OK, and? A car doesn't run like a horse either, yet they are still very useful.
I'm fine with the distinction between human reasoning and LLM "reasoning".
OK, and? A car doesn't run like a horse either, yet they are still very useful.
I'm fine with the distinction between human reasoning and LLM "reasoning".
Why would they "prove" something that's completely obvious?
The burden of proof is on the grifters who have overwhelmingly been making false claims and distorting language for decades.
It has so much data, it might as well be reasoning. As it helped me with my problem.
Fair, but the same is true of me. I don't actually "reason"; I just have a set of algorithms memorized by which I propose a pattern that seems like it might match the situation, then a different pattern by which I break the situation down into smaller components and then apply patterns to those components. I keep the process up for a while. If I find a "nasty logic error" pattern match at some point in the process, I "know" I've found a "flaw in the argument" or "bug in the design".
But there's no from-first-principles method by which I developed all these patterns; it's just things that have survived the test of time when other patterns have failed me.
I don't think people are underestimating the power of LLMs to think; I just think people are overestimating the power of humans to do anything other than language prediction and sensory pattern prediction.
You assume humans do the opposite? We literally institutionalize humans who not follow set patterns.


* **YOUR TASK**
Give the listing again in full and exactly, apart from its pictures.

* **AVAILABLE DATA**
*** Block opens ***

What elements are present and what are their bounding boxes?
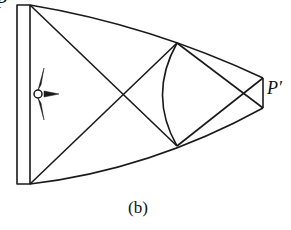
point-p-prime-label: P′: [267, 78, 282, 99]
left-plate: [17, 5, 30, 184]
diagonal-up: [30, 43, 177, 184]
ray-lower: [177, 78, 263, 146]
ray-upper: [177, 43, 263, 108]
figure-caption: (b): [128, 198, 148, 218]
mirror-diagram: [0, 0, 291, 230]
top-curve: [30, 5, 263, 78]
inner-arc: [163, 43, 178, 146]
bottom-curve: [30, 108, 263, 184]
diagonal-down: [30, 5, 177, 146]
point-p-label: P: [0, 0, 7, 13]
figure-canvas: P P′ (b): [0, 0, 291, 230]
compass-star-icon: [34, 68, 59, 120]
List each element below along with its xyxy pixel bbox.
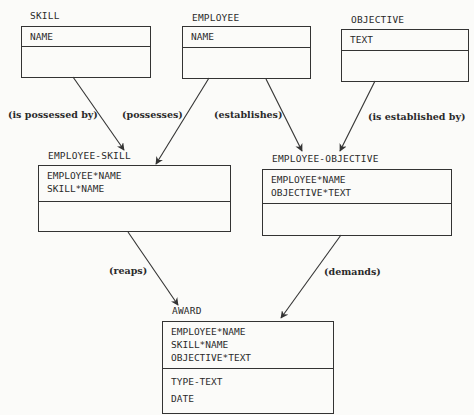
relationship-label-demands: (demands)	[324, 266, 381, 277]
entity-title-award: AWARD	[172, 305, 202, 316]
entity-title-employee: EMPLOYEE	[192, 12, 239, 23]
entity-employee-skill: EMPLOYEE*NAME SKILL*NAME	[38, 165, 231, 232]
entity-employee: NAME	[182, 26, 311, 79]
entity-employee-objective: EMPLOYEE*NAME OBJECTIVE*TEXT	[262, 169, 452, 236]
attribute: TYPE-TEXT	[171, 373, 333, 390]
key-attribute: OBJECTIVE*TEXT	[171, 351, 333, 364]
relationship-label-is-possessed-by: (is possessed by)	[8, 109, 98, 120]
key-attribute: TEXT	[350, 33, 468, 46]
key-attribute: EMPLOYEE*NAME	[171, 325, 333, 338]
entity-award: EMPLOYEE*NAME SKILL*NAME OBJECTIVE*TEXT …	[162, 321, 334, 414]
entity-employee-objective-attributes	[263, 204, 451, 207]
entity-objective-attributes	[342, 51, 468, 54]
key-attribute: EMPLOYEE*NAME	[271, 173, 451, 186]
entity-employee-skill-attributes	[39, 202, 230, 205]
entity-employee-attributes	[183, 48, 310, 51]
entity-title-employee-objective: EMPLOYEE-OBJECTIVE	[272, 153, 379, 164]
connector-employee-to-employee-skill	[156, 78, 209, 164]
entity-title-employee-skill: EMPLOYEE-SKILL	[48, 150, 131, 161]
entity-skill-keys: NAME	[22, 27, 150, 47]
key-attribute: OBJECTIVE*TEXT	[271, 186, 451, 199]
entity-skill: NAME	[21, 26, 151, 78]
entity-award-attributes: TYPE-TEXT DATE	[163, 369, 333, 407]
entity-award-keys: EMPLOYEE*NAME SKILL*NAME OBJECTIVE*TEXT	[163, 322, 333, 369]
key-attribute: SKILL*NAME	[171, 338, 333, 351]
entity-skill-attributes	[22, 47, 150, 50]
key-attribute: NAME	[191, 30, 310, 43]
key-attribute: NAME	[30, 30, 150, 43]
entity-employee-keys: NAME	[183, 27, 310, 48]
entity-objective-keys: TEXT	[342, 30, 468, 51]
entity-title-objective: OBJECTIVE	[351, 14, 404, 25]
key-attribute: SKILL*NAME	[47, 182, 230, 195]
relationship-label-reaps: (reaps)	[109, 265, 147, 276]
entity-employee-skill-keys: EMPLOYEE*NAME SKILL*NAME	[39, 166, 230, 202]
entity-title-skill: SKILL	[30, 10, 60, 21]
entity-objective: TEXT	[341, 29, 469, 82]
relationship-label-establishes: (establishes)	[214, 109, 282, 120]
attribute: DATE	[171, 390, 333, 407]
key-attribute: EMPLOYEE*NAME	[47, 169, 230, 182]
relationship-label-is-established-by: (is established by)	[368, 111, 465, 122]
relationship-label-possesses: (possesses)	[122, 109, 183, 120]
entity-employee-objective-keys: EMPLOYEE*NAME OBJECTIVE*TEXT	[263, 170, 451, 204]
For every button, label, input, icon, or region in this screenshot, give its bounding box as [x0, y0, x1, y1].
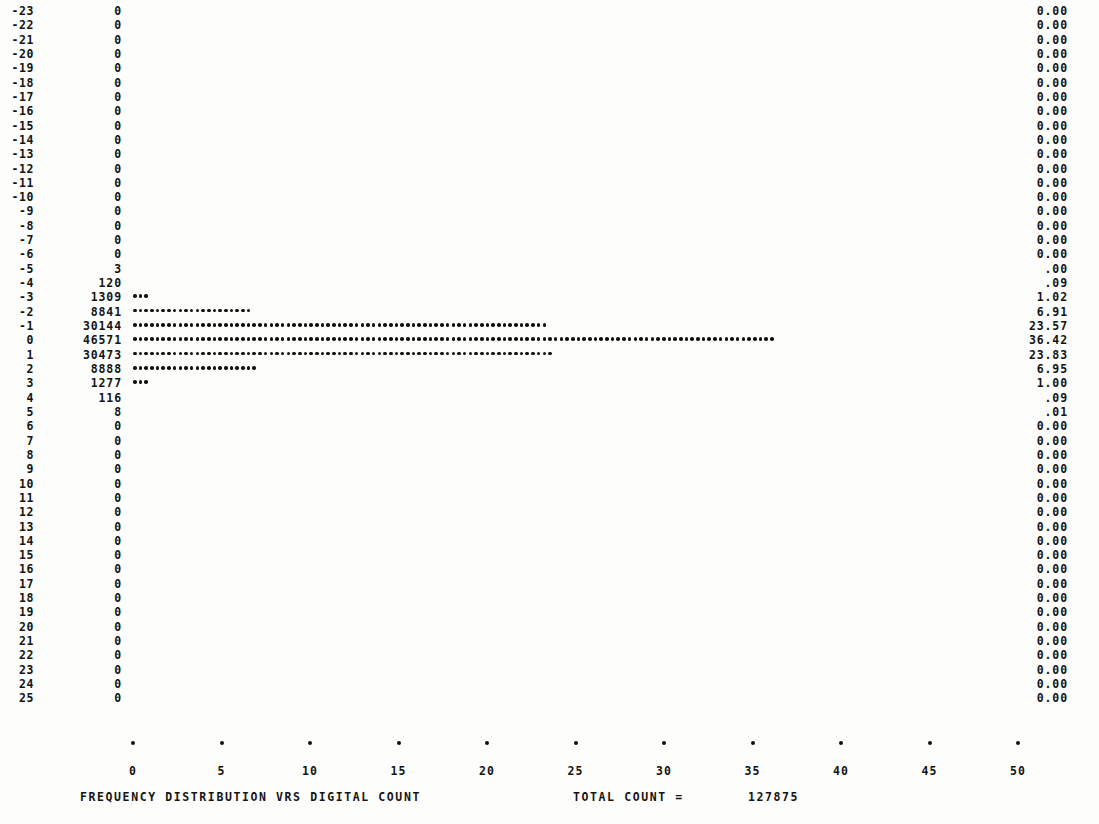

*** Block closes ***

* **OUTPUT OF THE TASK**
What elements are present and what are their bounding boxes?
point-p-prime-label: P′: [267, 78, 282, 99]
left-plate: [17, 5, 30, 184]
diagonal-up: [30, 43, 177, 184]
ray-lower: [177, 78, 263, 146]
ray-upper: [177, 43, 263, 108]
figure-caption: (b): [128, 198, 148, 218]
mirror-diagram: [0, 0, 291, 230]
top-curve: [30, 5, 263, 78]
inner-arc: [163, 43, 178, 146]
bottom-curve: [30, 108, 263, 184]
diagonal-down: [30, 5, 177, 146]
point-p-label: P: [0, 0, 7, 13]
figure-canvas: P P′ (b): [0, 0, 291, 230]
compass-star-icon: [34, 68, 59, 120]
List each element below along with its xyxy pixel bbox.
relationship-label-demands: (demands)	[324, 266, 381, 277]
entity-title-award: AWARD	[172, 305, 202, 316]
entity-title-employee: EMPLOYEE	[192, 12, 239, 23]
entity-employee-skill: EMPLOYEE*NAME SKILL*NAME	[38, 165, 231, 232]
entity-employee: NAME	[182, 26, 311, 79]
entity-employee-objective: EMPLOYEE*NAME OBJECTIVE*TEXT	[262, 169, 452, 236]
attribute: TYPE-TEXT	[171, 373, 333, 390]
key-attribute: OBJECTIVE*TEXT	[171, 351, 333, 364]
relationship-label-is-possessed-by: (is possessed by)	[8, 109, 98, 120]
key-attribute: TEXT	[350, 33, 468, 46]
key-attribute: EMPLOYEE*NAME	[171, 325, 333, 338]
entity-award: EMPLOYEE*NAME SKILL*NAME OBJECTIVE*TEXT …	[162, 321, 334, 414]
entity-employee-objective-attributes	[263, 204, 451, 207]
entity-objective-attributes	[342, 51, 468, 54]
key-attribute: EMPLOYEE*NAME	[271, 173, 451, 186]
entity-employee-skill-attributes	[39, 202, 230, 205]
entity-employee-attributes	[183, 48, 310, 51]
entity-title-employee-objective: EMPLOYEE-OBJECTIVE	[272, 153, 379, 164]
connector-employee-to-employee-skill	[156, 78, 209, 164]
entity-title-employee-skill: EMPLOYEE-SKILL	[48, 150, 131, 161]
entity-skill-keys: NAME	[22, 27, 150, 47]
key-attribute: OBJECTIVE*TEXT	[271, 186, 451, 199]
entity-skill: NAME	[21, 26, 151, 78]
entity-award-attributes: TYPE-TEXT DATE	[163, 369, 333, 407]
entity-award-keys: EMPLOYEE*NAME SKILL*NAME OBJECTIVE*TEXT	[163, 322, 333, 369]
key-attribute: SKILL*NAME	[171, 338, 333, 351]
entity-skill-attributes	[22, 47, 150, 50]
key-attribute: NAME	[191, 30, 310, 43]
key-attribute: NAME	[30, 30, 150, 43]
entity-employee-keys: NAME	[183, 27, 310, 48]
entity-objective-keys: TEXT	[342, 30, 468, 51]
entity-title-objective: OBJECTIVE	[351, 14, 404, 25]
key-attribute: SKILL*NAME	[47, 182, 230, 195]
relationship-label-reaps: (reaps)	[109, 265, 147, 276]
entity-employee-skill-keys: EMPLOYEE*NAME SKILL*NAME	[39, 166, 230, 202]
entity-title-skill: SKILL	[30, 10, 60, 21]
entity-objective: TEXT	[341, 29, 469, 82]
relationship-label-establishes: (establishes)	[214, 109, 282, 120]
attribute: DATE	[171, 390, 333, 407]
key-attribute: EMPLOYEE*NAME	[47, 169, 230, 182]
relationship-label-is-established-by: (is established by)	[368, 111, 465, 122]
relationship-label-possesses: (possesses)	[122, 109, 183, 120]
entity-employee-objective-keys: EMPLOYEE*NAME OBJECTIVE*TEXT	[263, 170, 451, 204]
For every button, label, input, icon, or region in this screenshot, give its bounding box as [x0, y0, x1, y1].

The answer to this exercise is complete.